Thursday, May 30, 2013

Most Likely to Succeed

An unfinished "personalized page" from a student's book.

An unfinished "personalized page" from a student's book

Screenshot courtesy of TreeRing

You wouldn?t know it to look at the products, but the school yearbook business is kind of shady. There?s a good chance you and your kid?s school are paying way too much for yearbooks?sometimes thousands or tens of thousands a year too much.

Here?s how the traditional yearbook business works: When big yearbook providers sign up with a school, they ask the school to predict how many books it will need for the year. These estimates are due months before graduation. Because class sizes and demographics shift from year to year?and because some kids have stopped buying yearbooks altogether, thanks perhaps to Facebook?yearbook advisers don?t have much to go on when they?re making their guesses.

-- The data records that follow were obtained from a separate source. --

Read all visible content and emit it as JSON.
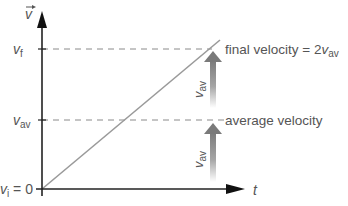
{
  "diagram": {
    "type": "velocity-time graph",
    "axes": {
      "y_label": "v",
      "y_label_has_vector_arrow": true,
      "x_label": "t"
    },
    "y_ticks": [
      {
        "symbol": "v",
        "subscript": "f",
        "suffix": ""
      },
      {
        "symbol": "v",
        "subscript": "av",
        "suffix": ""
      },
      {
        "symbol": "v",
        "subscript": "i",
        "suffix": " = 0"
      }
    ],
    "annotations": {
      "final": {
        "text": "final velocity = 2",
        "symbol": "v",
        "subscript": "av"
      },
      "average": {
        "text": "average velocity"
      }
    },
    "arrows": [
      {
        "label_symbol": "v",
        "label_subscript": "av",
        "position": "upper"
      },
      {
        "label_symbol": "v",
        "label_subscript": "av",
        "position": "lower"
      }
    ],
    "colors": {
      "axis": "#222222",
      "line": "#9a9a9a",
      "dashed": "#8a8a8a",
      "text": "#555555",
      "arrow_gradient_top": "#777777",
      "arrow_gradient_bottom": "#ffffff"
    }
  }
}
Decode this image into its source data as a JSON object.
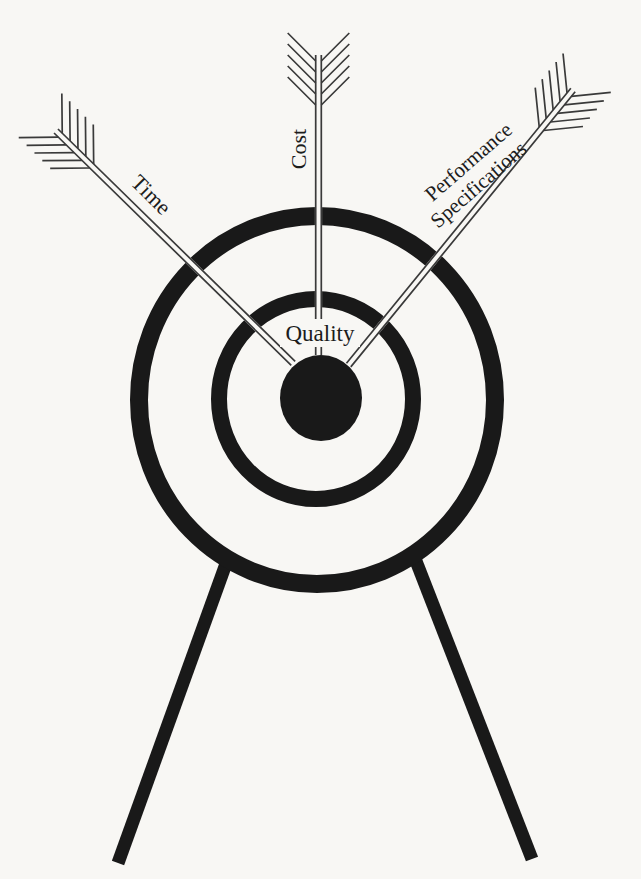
{
  "figure": {
    "alt": "Archery target on a two-legged stand hit in the bullseye by three arrows",
    "colors": {
      "paper": "#f8f7f4",
      "ink": "#191919",
      "arrow_ink": "#3a3a3a",
      "text_ink": "#1c1c1c"
    },
    "labels": {
      "time": "Time",
      "cost": "Cost",
      "performance_line1": "Performance",
      "performance_line2": "Specifications",
      "center": "Quality"
    },
    "structure": {
      "rings": 2,
      "bullseye": true,
      "stand_legs": 2,
      "arrows": 3
    }
  }
}
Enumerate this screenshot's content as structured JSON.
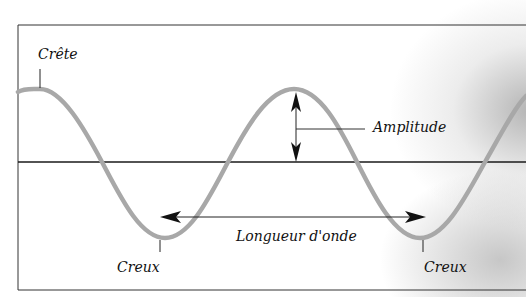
{
  "diagram": {
    "labels": {
      "crest": "Crête",
      "amplitude": "Amplitude",
      "wavelength": "Longueur d'onde",
      "trough_left": "Creux",
      "trough_right": "Creux"
    },
    "colors": {
      "wave": "#a8a8a8",
      "axis": "#1a1a1a",
      "frame": "#333333",
      "text": "#111111"
    }
  }
}
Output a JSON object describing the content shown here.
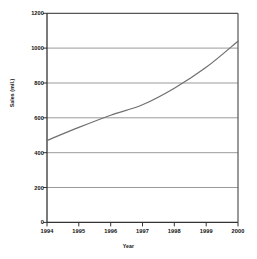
{
  "chart_data": {
    "type": "line",
    "title": "",
    "subtitle": "",
    "xlabel": "Year",
    "ylabel": "Sales (mil.)",
    "x": [
      1994,
      1995,
      1996,
      1997,
      1998,
      1999,
      2000
    ],
    "categories": [
      "1994",
      "1995",
      "1996",
      "1997",
      "1998",
      "1999",
      "2000"
    ],
    "values": [
      470,
      545,
      615,
      675,
      770,
      890,
      1040
    ],
    "series": [
      {
        "name": "Sales",
        "values": [
          470,
          545,
          615,
          675,
          770,
          890,
          1040
        ],
        "color": "#707070"
      }
    ],
    "xlim": [
      1994,
      2000
    ],
    "ylim": [
      0,
      1200
    ],
    "ytick_labels": [
      "0",
      "200",
      "400",
      "600",
      "800",
      "1000",
      "1200"
    ],
    "yticks": [
      0,
      200,
      400,
      600,
      800,
      1000,
      1200
    ],
    "xtick_labels": [
      "1994",
      "1995",
      "1996",
      "1997",
      "1998",
      "1999",
      "2000"
    ],
    "grid": "horizontal",
    "legend": "none",
    "gridline_color": "#9a9a9a",
    "axis_color": "#333333",
    "background_color": "#ffffff",
    "text_color": "#111111"
  }
}
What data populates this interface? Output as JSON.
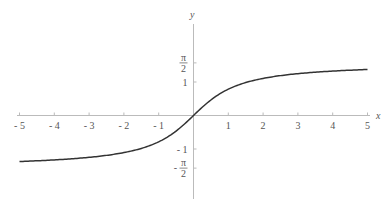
{
  "chart_data": {
    "type": "line",
    "title": "",
    "function": "y = arctan(x)",
    "xlabel": "x",
    "ylabel": "y",
    "xlim": [
      -5,
      5
    ],
    "ylim": [
      -2.4,
      2.7
    ],
    "grid": false,
    "x_ticks": [
      {
        "value": -5,
        "label": "- 5"
      },
      {
        "value": -4,
        "label": "- 4"
      },
      {
        "value": -3,
        "label": "- 3"
      },
      {
        "value": -2,
        "label": "- 2"
      },
      {
        "value": -1,
        "label": "- 1"
      },
      {
        "value": 1,
        "label": "1"
      },
      {
        "value": 2,
        "label": "2"
      },
      {
        "value": 3,
        "label": "3"
      },
      {
        "value": 4,
        "label": "4"
      },
      {
        "value": 5,
        "label": "5"
      }
    ],
    "y_ticks": [
      {
        "value": 1.5708,
        "label_num": "π",
        "label_den": "2",
        "sign": ""
      },
      {
        "value": 1,
        "label": "1"
      },
      {
        "value": -1,
        "label": "- 1"
      },
      {
        "value": -1.5708,
        "label_num": "π",
        "label_den": "2",
        "sign": "-"
      }
    ],
    "series": [
      {
        "name": "arctan(x)",
        "color": "#333333",
        "x": [
          -5,
          -4,
          -3,
          -2,
          -1.5,
          -1,
          -0.5,
          0,
          0.5,
          1,
          1.5,
          2,
          3,
          4,
          5
        ],
        "y": [
          -1.373,
          -1.326,
          -1.249,
          -1.107,
          -0.983,
          -0.785,
          -0.464,
          0,
          0.464,
          0.785,
          0.983,
          1.107,
          1.249,
          1.326,
          1.373
        ]
      }
    ]
  },
  "colors": {
    "axis": "#bbbbbb",
    "curve": "#333333",
    "text": "#555555"
  }
}
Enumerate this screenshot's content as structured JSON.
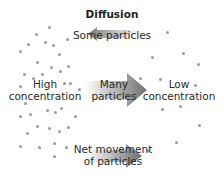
{
  "diagram": {
    "title": "Diffusion",
    "labels": {
      "high_line1": "High",
      "high_line2": "concentration",
      "low_line1": "Low",
      "low_line2": "concentration",
      "some": "Some particles",
      "many_line1": "Many",
      "many_line2": "particles",
      "net_line1": "Net movement",
      "net_line2": "of particles"
    },
    "arrows": [
      {
        "name": "some-particles-arrow",
        "direction": "left",
        "size": "small"
      },
      {
        "name": "many-particles-arrow",
        "direction": "right",
        "size": "large"
      },
      {
        "name": "net-movement-arrow",
        "direction": "right",
        "size": "medium"
      }
    ],
    "colors": {
      "dot": "#9a9a9a",
      "arrow_light": "#eeeeee",
      "arrow_dark": "#7a7a7a",
      "text": "#2a2a2a"
    }
  }
}
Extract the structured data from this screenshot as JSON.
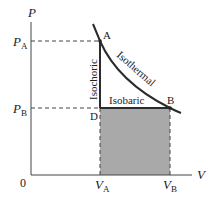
{
  "diagram": {
    "axes": {
      "y_label": "P",
      "x_label": "V",
      "origin_label": "0"
    },
    "ticks": {
      "pa_main": "P",
      "pa_sub": "A",
      "pb_main": "P",
      "pb_sub": "B",
      "va_main": "V",
      "va_sub": "A",
      "vb_main": "V",
      "vb_sub": "B"
    },
    "points": {
      "a": "A",
      "b": "B",
      "d": "D"
    },
    "processes": {
      "isochoric": "Isochoric",
      "isothermal": "Isothermal",
      "isobaric": "Isobaric"
    },
    "colors": {
      "shaded_area": "#a9a9a9",
      "line": "#2b2b2b"
    }
  }
}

For schools and for parents, there are big costs to guessing wrong. If a school orders too few yearbooks, some kids who want a book will go without. That?s why schools tend to err on the side of guessing high?and then get stuck with unsold yearbooks, and a huge bill to the yearbook company. To cover costs of overprinting, some schools add an extra fee to the yearbooks?$10 or $20 per copy that you, the parent, must pay. Even so, lots of schools end up in hock to their yearbook providers. For instance, over the last few years, George Washington High School in San Francisco, one of the largest schools in the city, has had to eat the cost of so many unsold books that it now owes its yearbook company $50,000, according to the school?s yearbook adviser.

When Aaron Greco, a young tech entrepreneur, started sniffing around the yearbook business a few years ago, he was surprised by these shenanigans. The fundamental problem with the yearbook business, he realized, was that big yearbook providers were producing their books using offset printing?an expensive printing system that?s great for books with large print runs but that leads to high costs and little flexibility for yearbooks, whose print runs number in the hundreds or low thousands. Over the past decade, we?ve seen the rise of digital on-demand printing, which is now commonly used for photo books (the sort you order from Shutterfly or Blurb) and self-publishing. Greco had a brilliant idea: Why not use the same printing process for yearbooks?

Thus was born TreeRing, Greco?s four-year-old yearbook startup, which now serves 2,000 schools across the country and will produce about 200,000 yearbooks this year. By printing yearbooks on demand, TreeRing beats traditional yearbook companies in pretty much every way.

When schools sign up with TreeRing, they don?t have to pay anything to the company?TreeRing?s only economic relationship is with parents who buy the yearbooks, so schools will never end up in debt to the firm. What?s more, the school doesn?t have to make a guess about how many yearbooks it needs, because TreeRing prints a book only after a student orders it. Digital printing also lets students customize their books?in addition to the ?core? yearbook produced by the yearbook class, kids can add more pages that they design themselves. Finally?because schools don?t have to bake in the cost of overprinting, and because TreeRing prints books in the spring, when there?s excess capacity at on-demand printing facilities?TreeRing?s yearbooks are often cheaper than those offered by traditional yearbook providers.* TreeRing sells a 140-page hardcover yearbook?the average size for a high school?for around $50. That?s about $25 less than the price of a traditional high school yearbook.